Binding JAX-RS bean validation error messages to the view

bean-validationjakarta-eejax-rsjerseyresteasy

We can easily validate a JAX-RS resource class field or method parameter using bean validation something like the following:

@Size(min = 18, max = 80, message = "Age must be between {min} and {max}.") String age;

What is the easiest way to bind the error message to a JSP page?

(Say, I am using Java EE 7 with Jersey or Resteasy)

Best Answer

EDIT 1

We introduced new annotation @ErrorTemplate in Jersey 2.3 that covers this use-case. Handling JAX-RS and Bean Validation Errors with MVC describes it deeper and shows how to use it.
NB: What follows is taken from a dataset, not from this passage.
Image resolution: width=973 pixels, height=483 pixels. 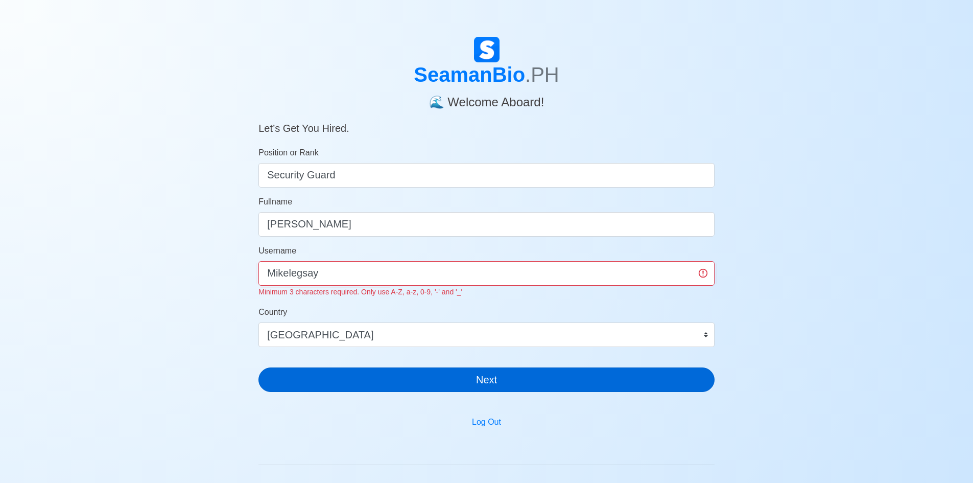 I want to click on small: Minimum 3 characters required. Only use A-Z, a-z, 0-9, '-' and '_', so click(x=360, y=292).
With Jersey you can follow these steps:

  1. add the following dependencies: jersey-bean-validation and jersey-mvc-jsp
  2. create an ExceptionMapper for ConstraintViolationException
  3. register your providers

Dependencies

If you're using Maven you can simply add these dependencies to your pom.xml

<dependency>
    <groupId>org.glassfish.jersey.ext</groupId>
    <artifactId>jersey-mvc-jsp</artifactId>
    <version>2.1</version>
</dependency>

<dependency>
    <groupId>org.glassfish.jersey.ext</groupId>
    <artifactId>jersey-bean-validation</artifactId>
    <version>2.1</version>
</dependency>

otherwise refer to the modules dependency pages to get a list of required libraries (jersey-mvc-jsp and jersey-bean-validation).

ExceptionMapper

Bean Validation runtime throws a ConstraintViolationException when something goes wrong during validation an entity (or JAX-RS resource). Jersey 2.x provides a standard ExceptionMapper to handle such exceptions (ValidationException to be precise) so if you want to handle them differently, you need to write an ExceptionMapper of your own:

@Provider
@Priority(Priorities.USER)
public class ConstraintViolationExceptionMapper implements ExceptionMapper<ConstraintViolationException> {

    @Override
    public Response toResponse(final ConstraintViolationException exception) {
        return Response
                // Define your own status.
                .status(400)
                // Put an instance of Viewable in the response so that jersey-mvc-jsp can handle it.
                .entity(new Viewable("/error.jsp", exception))
                .build();
    }
}

With the ExceptionMapper above you'll be handling all thrown ConstraintViolationExceptions and the final response will have HTTP 400 response status. Entity passed (Viewable) to the response will be processed by MessageBodyWriter from jersey-mvc module and it will basically output a processed JSP page. The first parameter of the Viewable class is a path to a JSP page (you can use relative or absolute path), the second is the model the JSP will use for rendering (the model is accessible via ${it} attribute in JSP). For more on this topic, refer to the section about MVC in Jersey Users guide.

Registering Providers

The last step you need to make is to register your providers into your Application (I'll show you an example using ResourceConfig from Jersey which extends Application class):

new ResourceConfig()
    // Look for JAX-RS reosurces and providers.
    .package("my.package")
    // Register Jersey MVC JSP processor.
    .register(JspMvcFeature.class)
    // Register your custom ExceptionMapper.
    .register(ConstraintViolationExceptionMapper.class)
    // Register Bean Validation (this is optional as BV is automatically registered when jersey-bean-validation is on the classpath but it's good to know it's happening).